Toby doesn’t disappoint; a babysitter is pushed, Katie’s hair is pulled, the house shakes, the kitchen is virtually levitated, various sounds are heard throughout the house, and the cameras record it all…on VHS.  They say seeing is believing, but for Julie experiencing is believing and, when she finally witnesses something that cannot be explained, the family vacates its San Jose residence for a respite in her mother’s house which, as it turns out, is exactly what Toby – working through Kristi – wants.

The relatable reality that marked the first two films is somewhat traded for its 1988 surroundings.  Natural light, dated conversations about the title of a hit movie, and Teddy Ruxpin dolls mark the film with curious moments, yet the small-screen acting from Smith and Bittner never proves convincing.  Still, some moments scream for our attention.  When a babysitter actually sits at the table to do her homework instead of playing with her iPhone or surfing the internet the difference of the times is heard loud and clear; once upon a time we were a focused nation.  Ironic that it is the makers of Catfish that point this out to us…

The film isn’t happy with just being a bumps-in-the-night flick.  It now wants to explain and justify the chills and scares of the first two movies.  Writer Christopher Landon doesn’t let the horror happen without a purpose; there is now a mythology that must be served so that a lifelong connection with this ghost who watches over the two sisters - clear into their adulthood – can be justified.  While believable enough, the forced narrative doesn’t exactly do enough disturbing along the way to make you want to come back for more.  Simply put, the film is more aware of itself than the others.  Too much, including the performances, feels forced to be genuine.
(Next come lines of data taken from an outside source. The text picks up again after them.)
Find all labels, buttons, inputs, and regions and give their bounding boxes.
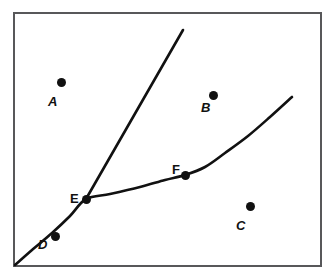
- point-label-b: B: [201, 101, 210, 114]
- point-label-f: F: [172, 163, 180, 176]
- data-point-dot-d: [51, 232, 60, 241]
- point-label-a: A: [48, 95, 57, 108]
- upper-straight-line: [86, 30, 183, 199]
- data-point-dot-c: [246, 202, 255, 211]
- figure-root: · · · ABCDEF: [0, 0, 331, 280]
- point-label-d: D: [38, 238, 47, 251]
- curve-layer: [0, 0, 331, 280]
- point-label-c: C: [236, 219, 245, 232]
- data-point-dot-e: [82, 195, 91, 204]
- data-point-dot-a: [57, 78, 66, 87]
- data-point-dot-f: [181, 171, 190, 180]
- data-point-dot-b: [209, 91, 218, 100]
- point-label-e: E: [70, 192, 79, 205]
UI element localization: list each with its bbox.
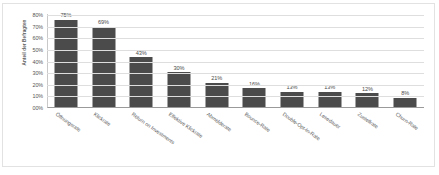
x-tick-label: Churn-Rate [394,111,419,131]
y-tick-label: 50% [33,47,44,53]
bar[interactable] [54,20,77,107]
bar[interactable] [167,72,190,107]
bar-value-label: 69% [98,19,109,25]
bar[interactable] [318,92,341,107]
bar-group[interactable]: 16% [236,14,274,107]
gridline [47,73,424,74]
bar-group[interactable]: 75% [47,14,85,107]
gridline [47,38,424,39]
x-tick-label: Double-Opt-In-Rate [281,111,321,141]
y-tick-label: 10% [33,93,44,99]
bar-group[interactable]: 43% [122,14,160,107]
bar-value-label: 21% [211,75,222,81]
x-axis-category-labels: ÖffnungsrateKlickrateReturn on Investmen… [47,109,424,171]
y-tick-label: 20% [33,82,44,88]
bar-group[interactable]: 13% [311,14,349,107]
bar[interactable] [356,93,379,107]
bar-group[interactable]: 21% [198,14,236,107]
x-tick-label: Lesedauer [319,111,342,130]
x-tick-label: Abmelderate [206,111,233,132]
bar-group[interactable]: 30% [160,14,198,107]
bar-group[interactable]: 69% [85,14,123,107]
bar[interactable] [130,57,153,107]
bar-value-label: 30% [173,65,184,71]
bar[interactable] [205,83,228,107]
y-tick-label: 00% [33,105,44,111]
bar-group[interactable]: 12% [349,14,387,107]
gridline [47,27,424,28]
bar-chart: Anteil der Befragten 80%70%60%50%40%30%2… [0,0,439,175]
x-tick-label: Öffnungsrate [55,111,82,133]
bar[interactable] [394,98,417,107]
bar-group[interactable]: 13% [273,14,311,107]
bar-group[interactable]: 8% [386,14,424,107]
x-tick-label: Effektive Klickrate [168,111,204,139]
y-tick-label: 70% [33,24,44,30]
gridline [47,62,424,63]
gridline [47,15,424,16]
y-tick-label: 80% [33,12,44,18]
y-axis-tick-labels: 80%70%60%50%40%30%20%10%00% [20,14,45,108]
x-tick-label: Zustellrate [356,111,379,129]
y-tick-label: 40% [33,59,44,65]
bar-value-label: 12% [362,86,373,92]
bar[interactable] [281,92,304,107]
gridline [47,96,424,97]
gridline [47,85,424,86]
y-tick-label: 60% [33,35,44,41]
y-tick-label: 30% [33,70,44,76]
plot-area: 75%69%43%30%21%16%13%13%12%8% [47,14,424,108]
x-tick-label: Klickrate [93,111,112,127]
x-tick-label: Bounce-Rate [243,111,271,133]
bar[interactable] [243,88,266,107]
bar-value-label: 8% [401,90,409,96]
gridline [47,50,424,51]
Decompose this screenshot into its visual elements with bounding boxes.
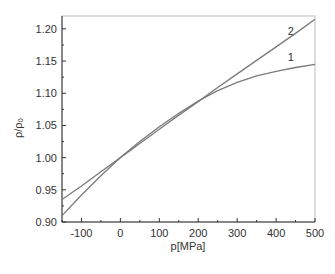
x-tick-label: -100	[70, 227, 92, 239]
y-tick-label: 0.90	[36, 216, 57, 228]
x-tick-label: 500	[306, 227, 324, 239]
curves	[62, 19, 315, 215]
y-axis-label: ρ/ρ₀	[12, 118, 24, 138]
y-tick-label: 1.10	[36, 87, 57, 99]
y-axis-ticks: 0.900.951.001.051.101.151.20	[36, 23, 66, 228]
curve-1	[62, 64, 315, 215]
y-tick-label: 1.20	[36, 23, 57, 35]
curve-label-2: 2	[288, 25, 294, 37]
x-tick-label: 100	[150, 227, 168, 239]
x-axis-ticks: -1000100200300400500	[62, 218, 324, 239]
curve-label-1: 1	[288, 51, 294, 63]
x-axis-label: p[MPa]	[171, 240, 206, 252]
curve-labels: 21	[288, 25, 294, 63]
line-chart: -1000100200300400500 0.900.951.001.051.1…	[0, 0, 335, 274]
y-tick-label: 0.95	[36, 184, 57, 196]
curve-2	[62, 19, 315, 199]
x-tick-label: 0	[117, 227, 123, 239]
y-tick-label: 1.05	[36, 119, 57, 131]
x-tick-label: 300	[228, 227, 246, 239]
y-tick-label: 1.00	[36, 152, 57, 164]
x-tick-label: 200	[189, 227, 207, 239]
y-tick-label: 1.15	[36, 55, 57, 67]
x-tick-label: 400	[267, 227, 285, 239]
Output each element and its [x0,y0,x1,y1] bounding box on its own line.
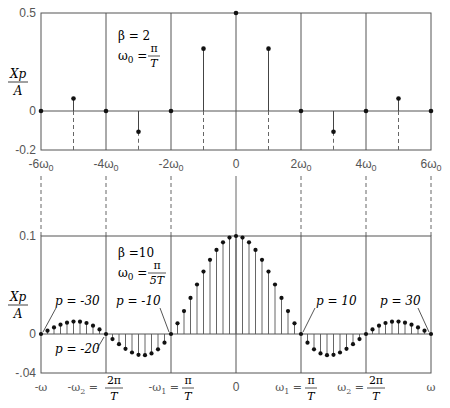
stem-dot [162,341,166,345]
stem-dot [331,129,336,134]
point-label-p-10: p = 10 [303,294,357,332]
x-tick-label: 4ω0 [355,157,376,173]
connector-lines [41,176,431,236]
stem-dot [266,269,270,273]
stem-dot [91,324,95,328]
stem-dot [169,332,173,336]
top-y-tick-zero: 0 [29,104,36,118]
svg-text:T: T [372,390,381,403]
stem-dot [344,347,348,351]
svg-text:T: T [150,57,159,70]
top-y-tick-top: 0.5 [19,6,36,20]
stem-dot [247,240,251,244]
svg-text:-ω2 =: -ω2 = [68,381,99,396]
point-label-p-minus-10: p = -10 [116,294,169,332]
stem-dot [416,325,420,329]
x-tick-minus-omega1: -ω1 = π T [149,374,195,403]
bottom-annotation-beta: β =10 [118,246,154,260]
x-tick-label: 2ω0 [290,157,311,173]
stem-dot [65,321,69,325]
stem-dot [39,109,44,114]
stem-dot [214,248,218,252]
x-tick-omega: ω [427,381,436,394]
svg-text:p = 30: p = 30 [380,294,421,308]
x-tick-minus-omega2: -ω2 = 2π T [68,374,124,403]
stem-dot [130,350,134,354]
stem-dot [136,353,140,357]
stem-dot [409,323,413,327]
stem-dot [45,329,49,333]
stem-dot [201,46,206,51]
stem-dot [396,319,400,323]
stem-dot [279,296,283,300]
stem-dot [52,325,56,329]
top-y-tick-bottom: -0.2 [15,143,36,157]
stem-dot [136,129,141,134]
stem-dot [208,258,212,262]
figure: 0.5 0 -0.2 Xp A β = 2 ω0 = π T -6ω0-4ω0-… [0,0,450,408]
stem-dot [227,235,231,239]
stem-dot [221,240,225,244]
stem-dot [338,350,342,354]
stem-dot [188,296,192,300]
bottom-plot: 0.1 0 -.04 Xp A β =10 ω0 = π 5T p = -30 … [8,229,436,403]
top-annotation-omega0: ω0 = π T [118,42,160,70]
x-tick-label: 0 [233,157,240,171]
svg-text:T: T [307,390,316,403]
point-label-p-minus-20: p = -20 [55,337,104,356]
stem-dot [260,258,264,262]
stem-dot [156,347,160,351]
top-annotation-beta: β = 2 [118,29,150,43]
stem-dot [143,353,147,357]
top-ylabel-numerator: Xp [9,67,27,81]
svg-text:p = -10: p = -10 [116,294,161,308]
bottom-annotation-omega0: ω0 = π 5T [118,259,166,287]
svg-text:π: π [184,374,191,387]
stem-dot [234,234,238,238]
svg-text:p = 10: p = 10 [316,294,357,308]
stem-dot [312,347,316,351]
stem-dot [266,46,271,51]
stem-dot [71,319,75,323]
stem-dot [123,347,127,351]
stem-dot [97,327,101,331]
stem-dot [84,321,88,325]
stem-dot [78,320,82,324]
stem-dot [403,321,407,325]
svg-text:2π: 2π [369,374,383,387]
svg-text:2π: 2π [107,374,121,387]
x-tick-omega1: ω1 = π T [275,374,317,403]
bottom-x-tick-labels: -ω -ω2 = 2π T -ω1 = π T 0 ω1 = π T [35,374,436,403]
stem-dot [357,337,361,341]
stem-dot [429,332,433,336]
top-ylabel-denominator: A [13,84,23,98]
svg-text:p = -30: p = -30 [55,294,100,308]
stem-dot [104,109,109,114]
stem-dot [318,351,322,355]
stem-dot [58,323,62,327]
stem-dot [175,321,179,325]
stem-dot [331,353,335,357]
svg-text:ω0 =: ω0 = [118,266,147,282]
stem-dot [390,320,394,324]
svg-text:ω1 =: ω1 = [275,381,302,396]
stem-dot [149,351,153,355]
stem-dot [351,342,355,346]
stem-dot [273,282,277,286]
svg-text:π: π [153,259,160,272]
x-tick-label: -2ω0 [158,157,183,173]
bottom-ylabel-denominator: A [13,307,23,321]
x-tick-label: -6ω0 [28,157,53,173]
stem-dot [234,11,239,16]
stem-dot [364,109,369,114]
top-x-tick-labels: -6ω0-4ω0-2ω002ω04ω06ω0 [28,157,441,173]
stem-dot [364,332,368,336]
stem-dot [370,327,374,331]
bottom-y-tick-bottom: -.04 [15,366,36,380]
stem-dot [169,109,174,114]
svg-text:ω2 =: ω2 = [337,381,364,396]
stem-dot [325,353,329,357]
stem-dot [240,235,244,239]
stem-dot [422,329,426,333]
stem-dot [104,332,108,336]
That’s not saying the film doesn’t have its moments.  When it goes back to the basics and gives its audience the nighttime scenes of ghostly bumps and wall-rattling, Paranormal Activity 3 fires up again.  There are hair-raising moments that are better than the wicked sequel, a bit more disturbing than the original, but nothing that speaks of true identity.  All you have are the answers that occur when the momentum dips after traveling some distance for a fifteen-minute finale that isn’t as shocking as it thinks it is.

Oren Peli has created a series that is a virtual cash machine for Paramount and they are understandably slow to let it go.  The first one was great.  The second was even better, but the third one begins to suffer in its welcome; the mileage in the voyeur-esque nocturnal hauntings is beginning to show.

How long until the Paranormal Activity completely runs out of steam?  This new narrative hints at a 1930s beginning.

That’s a ghost story I hope to never see.

You may also be interested in:
Blu-ray Movie Review for Henry Joost and Ariel Schulman's Paranormal Activity 3, starring Katie Featherston.